Secretary of State Adrian Fontes: Call Election Deniers By Their Name – ‘MAGA Fascists’

Arizona’s Secretary of State Adrian Fontes joined MSNBC’s Ali Velshi to discuss the growing number of election workers quitting amid threats of violence and how to fight back against election denialism among the “MAGA fascists” in Arizona pushing these lies with “vigor and strength,” he says. “We have to attack this terrorism directly because it is an attack on our democracy.”

Sarah Burris reports, Kari Lake criminal referral sent to Arizona AG from secretary of state:

Former [MAGA/Qanon] Republican gubernatorial candidate Kari Lake was referred to the Arizona attorney general for investigation on Monday afternoon. According to the referral, which came from Secretary of State Adrian Fontes, Lake violated state law by tweeting out copies of voter signatures in her tweets.

For the past several months, Lake has claimed that there was a conspiracy afoot and that she won the 2022 election, just as Donald Trump won the 2020 election.

Lake’s tweet that is being targeted by the secretary claims that the GOP-led Senate confirmed that 40,000 ballots were illegal, showing examples of voters’ signatures, which is against the law.

“Nothing in this section shall preclude public inspection of voter registration records at the office of the county recorder for the purpose prescribed by this section, except that … the records containing a voter’s signature … shall not be accessible or reproduced by any person other than the voter…” the office cited in the referral.

Vote Beat reported, As state legislatures convene, election laws are up for another round of changes:

Arizona lawmakers kicked off their discussions about elections this week by spending hours listening to a group that has been claiming widespread voter fraud without evidence since 2020.

Giving the group, We the People, a platform at the start of the session may be symbolic for what’s to come this session. Republican state Sen. Wendy Rogers, who supports the most extreme proposals to limit voting access, controls the Senate elections committee that hosted the presentation Jan. 23, which Alex Gulotta of voting rights group All Voting is Local called a “conspiracy theory dog-and-pony show.”

Rogers will set the agenda for what changes to elections the committee will debate.
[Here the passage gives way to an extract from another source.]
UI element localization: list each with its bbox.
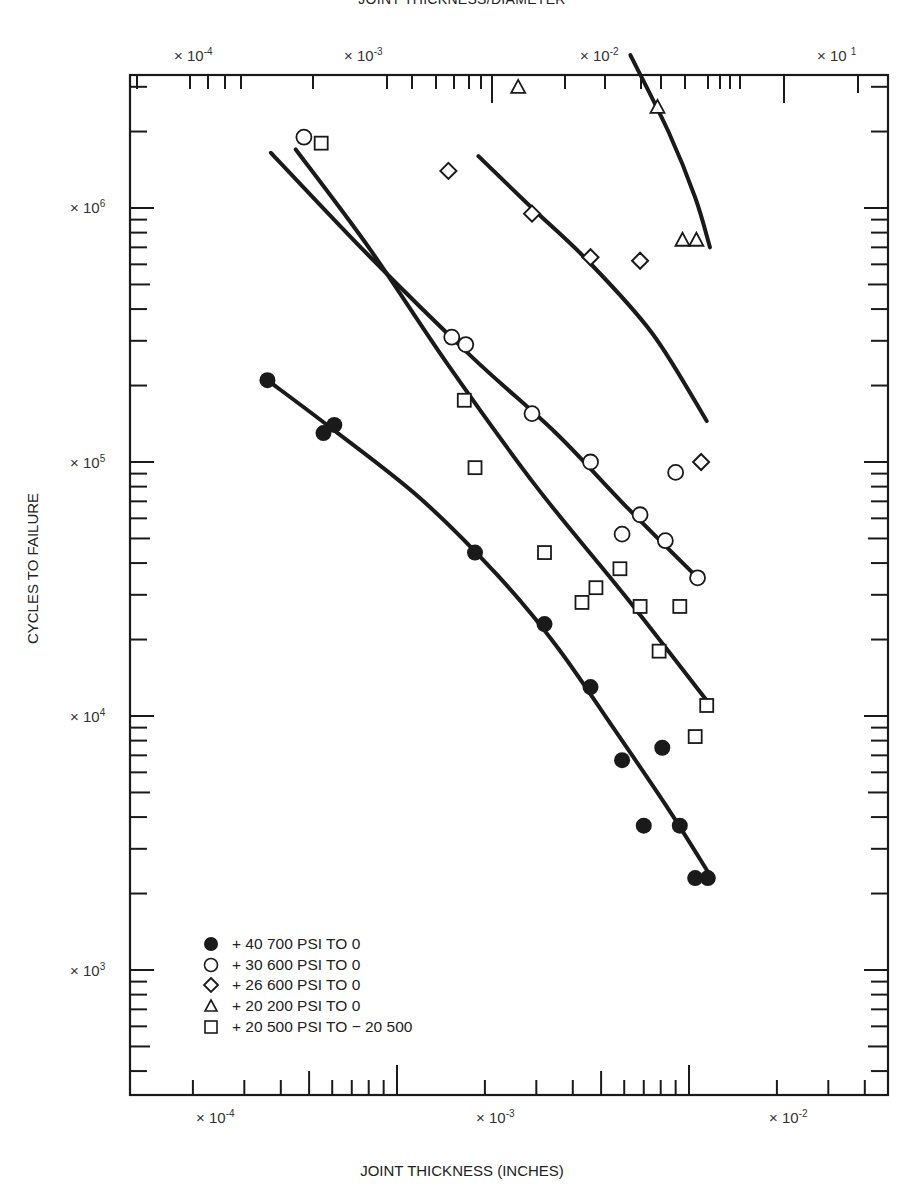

That may mean a lot of time talking about extreme proposals that have no chance of becoming law under Democratic Gov. Katie Hobbs, and less time for discussion about moderate bills that actually stand a chance.
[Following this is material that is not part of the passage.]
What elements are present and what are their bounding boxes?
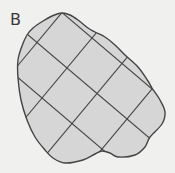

Dozens of election bills have already been filed, including everything from Republican proposals to eliminate early voting, vote centers, and drop boxes to Democratic proposals to bring back the permanent early voting list and allow independent voting in primaries.
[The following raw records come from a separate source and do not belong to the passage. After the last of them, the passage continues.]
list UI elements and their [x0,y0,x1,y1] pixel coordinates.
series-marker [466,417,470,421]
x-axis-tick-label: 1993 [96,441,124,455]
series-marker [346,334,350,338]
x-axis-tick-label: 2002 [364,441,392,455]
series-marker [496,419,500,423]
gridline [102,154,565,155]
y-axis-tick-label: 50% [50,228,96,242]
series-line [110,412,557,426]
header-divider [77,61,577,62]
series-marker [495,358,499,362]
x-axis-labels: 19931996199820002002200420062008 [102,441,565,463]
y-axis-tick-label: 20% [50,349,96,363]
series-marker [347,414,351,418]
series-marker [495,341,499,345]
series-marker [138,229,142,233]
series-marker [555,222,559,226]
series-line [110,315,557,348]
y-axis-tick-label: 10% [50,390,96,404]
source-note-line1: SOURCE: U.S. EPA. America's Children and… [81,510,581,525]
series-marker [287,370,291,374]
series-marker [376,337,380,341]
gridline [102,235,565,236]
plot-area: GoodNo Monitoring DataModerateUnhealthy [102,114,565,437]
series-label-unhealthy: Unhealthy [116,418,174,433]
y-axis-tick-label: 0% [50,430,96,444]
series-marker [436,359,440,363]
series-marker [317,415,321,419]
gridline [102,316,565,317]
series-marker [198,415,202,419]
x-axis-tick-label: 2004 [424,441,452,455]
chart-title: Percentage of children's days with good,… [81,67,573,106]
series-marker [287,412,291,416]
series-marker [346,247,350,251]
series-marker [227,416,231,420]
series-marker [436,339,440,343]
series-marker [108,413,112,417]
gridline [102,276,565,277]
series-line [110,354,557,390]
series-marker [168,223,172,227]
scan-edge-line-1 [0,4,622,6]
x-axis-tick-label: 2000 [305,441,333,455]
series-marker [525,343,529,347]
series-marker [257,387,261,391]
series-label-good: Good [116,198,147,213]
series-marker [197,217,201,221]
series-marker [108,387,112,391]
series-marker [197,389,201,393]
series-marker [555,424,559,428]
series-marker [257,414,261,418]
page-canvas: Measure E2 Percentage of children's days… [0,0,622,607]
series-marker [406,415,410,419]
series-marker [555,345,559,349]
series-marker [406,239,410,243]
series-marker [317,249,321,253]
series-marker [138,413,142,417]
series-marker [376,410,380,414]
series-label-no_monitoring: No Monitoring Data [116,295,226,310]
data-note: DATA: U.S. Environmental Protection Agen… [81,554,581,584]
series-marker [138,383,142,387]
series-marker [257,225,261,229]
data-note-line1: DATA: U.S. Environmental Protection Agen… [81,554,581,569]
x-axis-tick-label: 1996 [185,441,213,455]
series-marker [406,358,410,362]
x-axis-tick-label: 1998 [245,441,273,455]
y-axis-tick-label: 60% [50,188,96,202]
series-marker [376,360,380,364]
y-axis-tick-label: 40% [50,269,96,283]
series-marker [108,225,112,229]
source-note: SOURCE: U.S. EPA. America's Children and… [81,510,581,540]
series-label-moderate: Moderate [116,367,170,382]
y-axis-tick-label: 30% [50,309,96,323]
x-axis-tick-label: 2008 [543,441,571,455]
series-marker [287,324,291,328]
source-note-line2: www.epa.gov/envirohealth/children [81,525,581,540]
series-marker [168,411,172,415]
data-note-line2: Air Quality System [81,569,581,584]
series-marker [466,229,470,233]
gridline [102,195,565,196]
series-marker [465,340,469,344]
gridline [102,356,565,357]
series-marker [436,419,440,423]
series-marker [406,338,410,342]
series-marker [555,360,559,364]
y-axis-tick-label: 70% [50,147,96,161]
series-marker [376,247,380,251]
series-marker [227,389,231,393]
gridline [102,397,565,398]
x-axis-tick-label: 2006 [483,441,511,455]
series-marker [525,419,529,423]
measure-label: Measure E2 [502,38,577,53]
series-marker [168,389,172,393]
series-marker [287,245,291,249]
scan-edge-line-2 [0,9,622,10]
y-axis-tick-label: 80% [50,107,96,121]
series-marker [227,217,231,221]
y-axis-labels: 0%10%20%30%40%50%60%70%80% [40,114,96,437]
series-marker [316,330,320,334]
While last year the bills that would have changed voting most drastically were blocked by moderate Republican lawmakers, this year, with Hobbs as a backstop, Gulotta said he isn’t sure moderates will see the need to push back on their own caucus as much. He expects those bills will make it all the way to a final reading and full discussion even more than last year.

“The question is how much of our time or resources will be spent entertaining radical ideas, even though they aren’t going to pass,” Gulotta said. “My thought is, probably a lot of time. We empowered radical people.” —Jen Fifield

The video of this “dog and pony show” does not appear to be posted yet on the legislature’s committee videos. I do not find much in the way of reporting on this yet, reporters are probably still writing their pieces.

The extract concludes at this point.